Then leaving his daughter, he went to her husband and bade him farewell and kissed him; after which he parted from them and, giving the order for the march he returned to his capital with his troops. The Prince and Princess and their suite fared on without stopping through the first day and the second and the third and the fourth, nor did they cease faring for a whole month till they came to a spacious champaign, abounding in pasturage, where they pitched their tents; and they ate and drank and rested, and the Princess Budur lay down to sleep. Presently, Kamar al-Zaman went in to her and found her lying asleep clad in a shift of apricot-coloured silk that showed all and everything; and on her head was a coif of gold-cloth embroidered with pearls and jewels. The breeze raised her shift which laid bare her navel and showed her breasts and displayed a stomach whiter than snow, each one of whose dimples would contain an ounce of benzoin-ointment. [2] At this sight,

  1. Arab. "Khaznah"=a thousand purses; now about £5000. It denotes a large sum of money, like the "Badrah," a purse containing 10,000 dirhams of silver (Al-Hariri), or 80,000 (Burckhardt Prov. 380); whereas the "Nisáb" is a moderate sum of money, gen. 20 gold dinars=200 silver dirhams.

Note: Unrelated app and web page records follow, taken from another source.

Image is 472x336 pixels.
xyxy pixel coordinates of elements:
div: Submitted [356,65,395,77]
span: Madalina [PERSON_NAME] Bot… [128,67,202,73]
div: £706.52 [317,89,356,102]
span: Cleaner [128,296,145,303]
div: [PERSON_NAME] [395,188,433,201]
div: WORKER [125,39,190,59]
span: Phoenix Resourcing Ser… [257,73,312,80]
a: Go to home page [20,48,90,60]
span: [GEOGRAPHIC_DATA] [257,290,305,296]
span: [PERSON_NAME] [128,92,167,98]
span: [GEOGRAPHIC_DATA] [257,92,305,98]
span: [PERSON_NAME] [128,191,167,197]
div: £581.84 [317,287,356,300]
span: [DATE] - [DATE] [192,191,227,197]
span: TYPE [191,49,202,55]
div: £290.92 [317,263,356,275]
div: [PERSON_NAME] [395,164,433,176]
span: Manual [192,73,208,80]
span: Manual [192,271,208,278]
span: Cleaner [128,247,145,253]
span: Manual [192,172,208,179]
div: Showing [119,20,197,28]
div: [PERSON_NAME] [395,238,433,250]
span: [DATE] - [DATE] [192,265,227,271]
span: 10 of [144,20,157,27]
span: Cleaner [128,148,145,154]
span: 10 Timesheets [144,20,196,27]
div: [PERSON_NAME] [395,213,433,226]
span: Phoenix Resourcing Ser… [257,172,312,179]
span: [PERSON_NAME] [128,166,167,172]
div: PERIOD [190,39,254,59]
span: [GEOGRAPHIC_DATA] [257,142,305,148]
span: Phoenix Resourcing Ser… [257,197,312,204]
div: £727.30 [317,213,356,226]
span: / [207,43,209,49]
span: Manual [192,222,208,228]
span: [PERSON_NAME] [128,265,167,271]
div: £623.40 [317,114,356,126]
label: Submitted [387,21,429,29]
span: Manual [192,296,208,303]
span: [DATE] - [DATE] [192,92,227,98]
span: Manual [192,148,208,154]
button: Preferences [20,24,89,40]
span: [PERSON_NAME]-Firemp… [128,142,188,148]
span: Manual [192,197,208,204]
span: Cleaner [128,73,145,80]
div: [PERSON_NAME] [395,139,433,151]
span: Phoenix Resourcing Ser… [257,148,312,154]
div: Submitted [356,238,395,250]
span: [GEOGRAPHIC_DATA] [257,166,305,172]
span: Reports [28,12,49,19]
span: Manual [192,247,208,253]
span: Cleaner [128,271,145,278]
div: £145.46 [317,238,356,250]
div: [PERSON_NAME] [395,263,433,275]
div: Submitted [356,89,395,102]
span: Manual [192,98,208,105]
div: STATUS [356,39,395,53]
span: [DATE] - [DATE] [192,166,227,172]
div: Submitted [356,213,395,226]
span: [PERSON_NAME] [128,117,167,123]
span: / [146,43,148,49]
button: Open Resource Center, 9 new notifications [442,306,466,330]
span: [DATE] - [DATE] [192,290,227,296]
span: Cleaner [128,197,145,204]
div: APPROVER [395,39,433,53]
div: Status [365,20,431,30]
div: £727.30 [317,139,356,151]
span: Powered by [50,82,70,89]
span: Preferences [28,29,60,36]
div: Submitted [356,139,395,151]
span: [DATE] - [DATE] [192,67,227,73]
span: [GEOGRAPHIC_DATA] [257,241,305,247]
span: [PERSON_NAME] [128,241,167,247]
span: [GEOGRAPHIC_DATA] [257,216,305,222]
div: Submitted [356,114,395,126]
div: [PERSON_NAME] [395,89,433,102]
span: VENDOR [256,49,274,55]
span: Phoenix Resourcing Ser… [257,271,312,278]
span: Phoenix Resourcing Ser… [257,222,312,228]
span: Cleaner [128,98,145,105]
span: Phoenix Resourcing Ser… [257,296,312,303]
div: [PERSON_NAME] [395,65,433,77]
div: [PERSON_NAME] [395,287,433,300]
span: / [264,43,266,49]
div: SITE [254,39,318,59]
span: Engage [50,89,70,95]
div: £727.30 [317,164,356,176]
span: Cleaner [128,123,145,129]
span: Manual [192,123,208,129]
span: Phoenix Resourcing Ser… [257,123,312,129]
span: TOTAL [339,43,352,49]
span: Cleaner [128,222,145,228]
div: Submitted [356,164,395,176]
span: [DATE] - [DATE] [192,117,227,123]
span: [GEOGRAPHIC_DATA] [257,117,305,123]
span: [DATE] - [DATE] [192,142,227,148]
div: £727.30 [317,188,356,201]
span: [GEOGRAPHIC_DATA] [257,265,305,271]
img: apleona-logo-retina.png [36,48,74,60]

  2. As The Nights show, Arabs admire slender forms; but the hips and hinder cheeks must be highly developed and the stomach fleshy rather than lean. The reasons are obvious. The Persians who exaggerate everything say e.g. (Husayn Váiz in the Anvár-i-Suhayli):--
    How paint her hips and waist ? Who saw
    A mountain (Koh) dangling to a straw (káh)?
    In Antar his beloved Abla is a tamarisk (T. Orientalis). Others compare with the palm-tree (Solomon), the Cypress (Persian, esp. Hafiz and Firdausi) and the Arák or wild Capparis (Arab.).